This case is useful in exploring issues around whether an adjudicator can have jurisdiction to hear a dispute if there is no contract in writing

Suryen Nullatamby

In September 2009, Glendalough Associated SA (“Glendalough”), invited Harris Calnan Construction Co Ltd (“HCCL”) to tender for the construction of a residential block and B1 Studios at 121-127 Church Walk, London. HCCL submitted a tender, which was later revised, and by a letter of intent Glendalough engaged HCCL to proceed with the works, pending agreement of a formal contract, which was to be based on the JCT 2005 Intermediate Form of Contract with Contractors Design.

Following HCCL’s application for interim payment, Glendalough issued a withholding notice in which it was alleged that HCCL was 64 weeks in delay and liable for liquidated damages in the sum of £250,000. HCCL disputed the deduction and referred the matter to adjudication. Tony Bingham was appointed as adjudicator and asked to decide if Glendalough had the right to withhold liquidated damages from HCCL.

In its referral HCCL did not rely on a particular terms of the contract but simply pleaded:”By an agreement [Glendalough] employed [HCCL] to carry out the construction of a Residential Block and B1 Studios at 121-127 Church Walk, London.”

There was a series of exchanges between the parties and the adjudicator, including a debate on the timing of the adjudicator’s appointment. Glendalough, at all times, challenged the adjudicator’s jurisdiction on the ground that, by not evidencing the construction contract in writing in its referral notice, HCCL failed to comply with the Scheme for Construction Contracts 1998. Of critical importance is where it admitted the existence of the agreement by saying “… paragraph 2.1 [of the referral] is admitted” and alleged that the form of contract was the JCT Standard Form of Building Contract Revision 2 2009 with Quantities.

Glendalough sought a declaration to the effect that the adjudicator had no jurisdiction and should resign

Along with injunctive reliefs, Glendalough sought a declaration from the Technology and Construction Court, so the adjudicator had no jurisdiction to determine the dispute and must therefore resign.

S107 requires a construction contract to be in writing and subsection (5) provides that:

“An exchange of written submissions in adjudication proceedings … in which the existence of an agreement otherwise than in writing is alleged by one party against another party and not denied by the other party in his response constitutes […] an agreement in writing to the effect alleged.”

Mr Justice Edwards-Stuart reviewed a number of relevant authorities and endorsed Mr Justice Coulson’s judgment in SG South Ltd v Swan Yard (Cirencester) Ltd that the language of s107(5) is “a little opaque”, which “appeared designed to prevent the responding party, who has accepted the adjudicator’s jurisdiction notwithstanding the absence of a clear contract in writing, from going back on his concession.”

The judge observed that Glendalough had challenged the adjudicator’s jurisdiction on the ground of HCCL’s non-compliance with the scheme but had never raised the point that HCCL was relying on an agreement that was made otherwise than in writing so that it had no right to refer the dispute to adjudication. The judge held that since lawyers usually refer to “an agreement in writing” when referring to a written contract, the absence of either any date of the alleged agreement or any reference to writing, suggests that what was being alleged by HCCL was an agreement otherwise than in writing.

This left the question of whether the letter of intent was a construction contract for the adjudicator to decide and in dismissing Glendalough’s application, the court held that:

  • the word “agreement” in the referral notice could not have been described in wider terms and was sufficient to bring s107(5) into play
  • Glendalough ought to have known if HCCL was alleging that there was an oral agreement and could have made an appropriate denial in its response
  • a denial at some later stage in the adjudication simply came too late
  • since s107(5) was engaged, and irrespective of Glendalough’s claim that at all times it had reserved its rights to jurisdictional challenge, it was no longer open to either party, or the adjudicator, to assert or decide that the adjudicator has no jurisdiction because the referral did not disclose an agreement in writing.

Glendalough Associated SA v Harris Calnan Construction Co Ltd [2013] EWHC 3142 (TCC) is a reminder that relying on agreements made otherwise than in writing by reference to terms made in writing carries a lot of risk.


Your response should contain every line from the data below that holds the string "swatch".

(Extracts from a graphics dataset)
________________________________________
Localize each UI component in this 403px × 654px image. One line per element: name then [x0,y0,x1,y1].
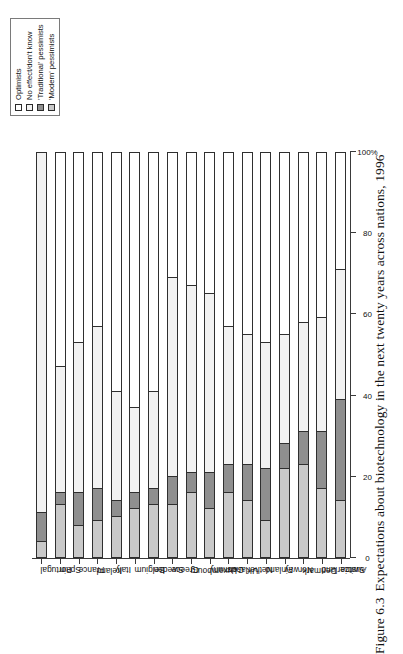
bar-segment [260,343,271,469]
bar-segment [92,152,103,327]
bar-segment [335,400,346,502]
category-tick [322,558,323,564]
bar-segment [204,473,215,510]
category-tick [97,558,98,564]
bar-segment [129,509,140,558]
bar-segment [242,335,253,465]
bar-segment [55,152,66,367]
category-tick [79,558,80,564]
axis-tick [350,557,356,558]
category-axis-label: UK [247,566,259,575]
legend-item-traditional-pessimists: 'Traditional' pessimists [36,24,45,111]
bar-segment [223,327,234,465]
bar-segment [129,152,140,408]
bar-row [242,152,253,558]
bar-segment [298,152,309,323]
bar-row [223,152,234,558]
bar-segment [279,444,290,468]
bar-segment [204,152,215,294]
category-tick [60,558,61,564]
category-tick [285,558,286,564]
axis-tick-label: 0 [365,554,369,563]
category-tick [41,558,42,564]
bar-series-group [32,152,350,558]
square-swatch-icon [37,104,44,111]
bar-row [111,152,122,558]
axis-tick [350,232,356,233]
bar-segment [316,432,327,489]
bar-segment [129,408,140,493]
category-tick [303,558,304,564]
bar-row [186,152,197,558]
bar-row [298,152,309,558]
bar-segment [186,473,197,493]
bar-segment [186,493,197,558]
axis-tick [350,313,356,314]
category-axis-label: Italy [116,566,131,575]
bar-segment [73,343,84,493]
bar-segment [204,509,215,558]
bar-row [335,152,346,558]
chart-legend: Optimists No effect/don't know 'Traditio… [10,18,60,116]
category-tick [172,558,173,564]
legend-label: No effect/don't know [25,32,34,100]
bar-segment [36,542,47,558]
bar-segment [167,278,178,477]
category-tick [135,558,136,564]
axis-tick-label: 20 [363,472,372,481]
category-tick [154,558,155,564]
bar-segment [167,477,178,505]
square-swatch-icon [15,104,22,111]
category-tick [266,558,267,564]
figure-container: Optimists No effect/don't know 'Traditio… [0,0,403,654]
bar-row [73,152,84,558]
legend-label: 'Modern' pessimists [47,34,56,100]
bar-segment [316,489,327,558]
bar-segment [316,318,327,432]
bar-segment [148,392,159,489]
bar-segment [260,521,271,558]
bar-row [316,152,327,558]
bar-segment [204,294,215,473]
category-tick [116,558,117,564]
legend-label: Optimists [14,68,23,100]
bar-segment [92,327,103,489]
bar-segment [335,501,346,558]
bar-segment [298,465,309,558]
bar-segment [242,465,253,502]
bar-segment [186,152,197,286]
bar-segment [55,505,66,558]
bar-segment [148,505,159,558]
bar-segment [148,489,159,505]
category-tick [247,558,248,564]
bar-row [129,152,140,558]
axis-tick [350,151,356,152]
bar-segment [223,465,234,493]
bar-row [55,152,66,558]
bar-segment [223,493,234,558]
bar-segment [92,489,103,521]
bar-segment [111,501,122,517]
category-axis-label: Austria [340,566,366,575]
figure-caption-text: Expectations about biotechnology in the … [372,154,387,591]
square-swatch-icon [48,104,55,111]
bar-segment [335,152,346,270]
bar-row [148,152,159,558]
bar-segment [73,152,84,343]
axis-tick-label: 80 [363,229,372,238]
bar-segment [111,517,122,558]
category-tick [210,558,211,564]
legend-item-no-effect: No effect/don't know [25,24,34,111]
bar-segment [111,392,122,502]
bar-segment [167,505,178,558]
bar-segment [55,367,66,493]
bar-segment [260,152,271,343]
bar-segment [298,323,309,433]
square-swatch-icon [26,104,33,111]
axis-tick [350,476,356,477]
bar-segment [129,493,140,509]
bar-segment [279,469,290,558]
bar-row [92,152,103,558]
bar-segment [242,152,253,335]
bar-segment [316,152,327,318]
________________________________________
#### OUTPUT FOR THIS TASK
square-swatch-icon [37,104,44,111]
square-swatch-icon [15,104,22,111]
square-swatch-icon [48,104,55,111]
square-swatch-icon [26,104,33,111]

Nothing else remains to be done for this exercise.